When playing soccer, Jorge Diaz believes in being aggressive and taking shots at the goal. His philosophy is, “You’ll always miss 100 percent of the shots you don’t take,” and he’s learned that this also applies to his role as senior vice president of global human resources for GPS provider Fleetmatics, where Diaz’s aggressive talent-management strategies and alignment with business objectives have made the HR branch play an important role in developing the company’s team. Here, he shares with HE his strategy for winning both on the soccer field and in the HR field.
The HR profession has evolved to embody strategic decision-making and leadership. When I started at State Farm Insurance, the company had just converted its personnel department to an HR department. That was going on all over the discipline. Personnel departments were very administrative functions—only there to make sure the systems were in place to hire and maintain people. When I talk to a group of managers now, I always find time to give them some perspective that relates to strategy and their values as leaders of the company. Hiring someone is an investment. You have to consider how to make that investment fruitful. HR can develop that compelling value proposition. That’s one of the reasons I love this profession.
HR professionals need to understand the nature of the business and timing. If you are trying to pursue a talent-management program that’s going to be beneficial to the company, and you present it in the last week of the quarter or month, the business leaders will be distracted, focusing on getting the results they need for the business. They’re not going to give you a lot of time or attention.
I like to make the statement that I’m a business leader first and an HR professional second. It puts me at the table with our business leaders without anyone thinking I have an HR agenda. It helps the people I’m working with realize I have the success of the company at heart. You have to pursue more than your own agenda. You have to keep the values and interests of the business in mind and adopt them as your own. Working for large companies throughout my career, I’ve experienced HR departments that tend to separate themselves from the core business. I’ve known HR professionals who believe their role is to convince “the business” to do this or that. Terms like “HR initiative” rather than “business initiative” makes it seem that what the HR function is trying to do is not aligned with the rest of the business’s objectives. I believe that thinking is flawed fundamentally. If you have to convince a business leader why the HR function is doing something, it means you haven’t developed the right value proposition to make it worth spending time and energy on. Being able to articulate that value proposition is key to an HR professional’s success.
HR professionals also need to realize their value and not feel like they need to apologize for an aggressive talent-management strategy. Organizations run to make a profit. When you’re not part of that core revenue stream the way a salesperson is, sometimes you feel like an expense, like you’re somehow less valuable. You feel like you need to tiptoe around strategy. That’s where delivering a strong value proposition is critical, but you have to be aggressive and sometimes take some risks. I played soccer in high school and continue to play as an adult. I have a soccer-ball paperweight on my desk that says, “You’ll always miss 100 percent of the shots you don’t take.” So, I believe sometimes you just have to be aggressive and take chances when you believe in what you’re going after. But you have to believe in it and be able to articulate the value it will create for the business.
Fleetmatics is a fast-paced and absolutely results-oriented culture. In driving the people strategy, we do so with every intention to maintain that results-oriented aspect. We use statements that help define our values, like: “The harder we work, the luckier we get.” We can’t build a reputation on what we’re going to do, it has to be on what we’ve accomplished already. We are a sales organization, but that results-oriented nature and accountability transcends to every other department at Fleetmatics. Deliver on what you promise. Be ambitious. Our goal is to hire results-oriented people that fit with this culture because of their drive and ability to execute on their objectives.
It’s our people—our ability to attract them and our ability to keep them—that make Fleetmatics successful. This is why the HR function is so critical.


EXERCISE
Repeat the listing below in full, keeping each word as given.

EXERCISE MATERIAL

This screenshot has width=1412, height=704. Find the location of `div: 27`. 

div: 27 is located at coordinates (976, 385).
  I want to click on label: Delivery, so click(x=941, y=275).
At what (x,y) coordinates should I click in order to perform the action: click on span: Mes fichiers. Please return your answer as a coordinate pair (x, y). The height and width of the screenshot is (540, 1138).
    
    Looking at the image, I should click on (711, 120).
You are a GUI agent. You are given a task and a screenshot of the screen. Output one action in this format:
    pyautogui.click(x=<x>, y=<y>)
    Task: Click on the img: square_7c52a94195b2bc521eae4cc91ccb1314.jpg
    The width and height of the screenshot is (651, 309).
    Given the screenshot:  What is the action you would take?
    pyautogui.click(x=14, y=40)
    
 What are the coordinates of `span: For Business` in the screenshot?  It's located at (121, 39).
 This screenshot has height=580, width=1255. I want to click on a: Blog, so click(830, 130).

REPLY
This screenshot has width=1412, height=704. Find the location of `div: 27`. 

div: 27 is located at coordinates (976, 385).
  I want to click on label: Delivery, so click(x=941, y=275).
At what (x,y) coordinates should I click in order to perform the action: click on span: Mes fichiers. Please return your answer as a coordinate pair (x, y). The height and width of the screenshot is (540, 1138).
    
    Looking at the image, I should click on (711, 120).
You are a GUI agent. You are given a task and a screenshot of the screen. Output one action in this format:
    pyautogui.click(x=<x>, y=<y>)
    Task: Click on the img: square_7c52a94195b2bc521eae4cc91ccb1314.jpg
    The width and height of the screenshot is (651, 309).
    Given the screenshot:  What is the action you would take?
    pyautogui.click(x=14, y=40)
    
 What are the coordinates of `span: For Business` in the screenshot?  It's located at (121, 39).
 This screenshot has height=580, width=1255. I want to click on a: Blog, so click(830, 130).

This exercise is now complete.